Question

I've been searching for a while now, but found nothing that suits my need so far. (This was helpful, but not convincing)

From two different sources, I get two different strings. I want to check, if the shorter one is contained within the larger one. However, as those strings both root in an OCR-document, there might be obvious differences.

Example:

String textToSearch = "Recognized Headline";
String documentText = "This is the document text, spanning multiple pages" .
                      "..." .
                      "..." .
                      "This the row with my Recognizect Head1ine embedded" .
                      "..." .               ^^^^^^^^^^^^^^^^^^^^
                      "..." .
                      "End of the document";

How can I find my string reliably in the page without using a standalone Lucene/Solr installation? (Or maybe I've just not found the tutorial/manual). There must be some library out there which can do this, right?

Was it helpful?

Solution

First of all you need to find your input source. A webpage has a DOM tree that can be parsed in two ways: SAX (event-driven model without context) or DOM (tree-based model with context). SAX is ideal here because you don't really need to have contextual information to retrieve a stream of tokenized text nodes from the DOM. Convert all the textual nodes into a stream of tokens.

One you have a stream of tokens you can do your processing on them. For large amounts of input algorithms like the Levenshtein string matching become inadequate. Instead, look into Markov Chains. They can help match a set of inputs against a set of outputs fairly reliably and efficiently.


Exercise details:
Word for word, reproduce the records, keeping none of the pictures.

****************************************

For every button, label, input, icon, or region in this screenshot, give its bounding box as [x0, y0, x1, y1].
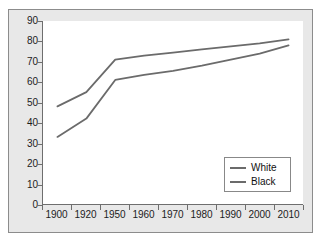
y-tick-label: 90 — [16, 16, 38, 26]
x-tick-mark — [100, 205, 101, 210]
legend-line-swatch — [230, 167, 246, 169]
x-tick-mark — [216, 205, 217, 210]
x-tick-mark — [129, 205, 130, 210]
y-tick-label: 10 — [16, 180, 38, 190]
y-tick-label: 20 — [16, 159, 38, 169]
legend-line-swatch — [230, 181, 246, 183]
chart-legend: WhiteBlack — [224, 157, 291, 192]
series-line-white — [57, 39, 288, 106]
y-tick-label: 30 — [16, 139, 38, 149]
x-tick-mark — [71, 205, 72, 210]
legend-label: Black — [251, 176, 275, 187]
x-tick-mark — [274, 205, 275, 210]
legend-item-black[interactable]: Black — [230, 175, 275, 188]
legend-label: White — [251, 162, 277, 173]
y-tick-label: 60 — [16, 77, 38, 87]
y-tick-label: 40 — [16, 118, 38, 128]
y-tick-label: 70 — [16, 57, 38, 67]
x-tick-label: 2010 — [269, 209, 309, 220]
y-tick-label: 80 — [16, 36, 38, 46]
x-tick-mark — [42, 205, 43, 210]
x-tick-mark — [158, 205, 159, 210]
x-tick-mark — [245, 205, 246, 210]
legend-item-white[interactable]: White — [230, 161, 277, 174]
chart-figure: 0102030405060708090 19001920195019601970… — [8, 9, 313, 233]
x-tick-mark — [303, 205, 304, 210]
x-tick-mark — [187, 205, 188, 210]
y-tick-label: 50 — [16, 98, 38, 108]
y-tick-label: 0 — [16, 200, 38, 210]
series-line-black — [57, 45, 288, 137]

****************************************

Answer to this exercise:
For every button, label, input, icon, or region in this screenshot, give its bounding box as [x0, y0, x1, y1].
y-tick-label: 90 — [16, 16, 38, 26]
x-tick-mark — [100, 205, 101, 210]
legend-line-swatch — [230, 167, 246, 169]
x-tick-mark — [216, 205, 217, 210]
x-tick-mark — [129, 205, 130, 210]
y-tick-label: 10 — [16, 180, 38, 190]
y-tick-label: 20 — [16, 159, 38, 169]
legend-line-swatch — [230, 181, 246, 183]
chart-legend: WhiteBlack — [224, 157, 291, 192]
series-line-white — [57, 39, 288, 106]
y-tick-label: 30 — [16, 139, 38, 149]
x-tick-mark — [71, 205, 72, 210]
legend-label: Black — [251, 176, 275, 187]
x-tick-mark — [274, 205, 275, 210]
legend-item-black[interactable]: Black — [230, 175, 275, 188]
legend-label: White — [251, 162, 277, 173]
y-tick-label: 60 — [16, 77, 38, 87]
y-tick-label: 40 — [16, 118, 38, 128]
y-tick-label: 70 — [16, 57, 38, 67]
x-tick-label: 2010 — [269, 209, 309, 220]
y-tick-label: 80 — [16, 36, 38, 46]
x-tick-mark — [42, 205, 43, 210]
x-tick-mark — [158, 205, 159, 210]
x-tick-mark — [245, 205, 246, 210]
legend-item-white[interactable]: White — [230, 161, 277, 174]
chart-figure: 0102030405060708090 19001920195019601970… — [8, 9, 313, 233]
x-tick-mark — [303, 205, 304, 210]
x-tick-mark — [187, 205, 188, 210]
y-tick-label: 50 — [16, 98, 38, 108]
y-tick-label: 0 — [16, 200, 38, 210]
series-line-black — [57, 45, 288, 137]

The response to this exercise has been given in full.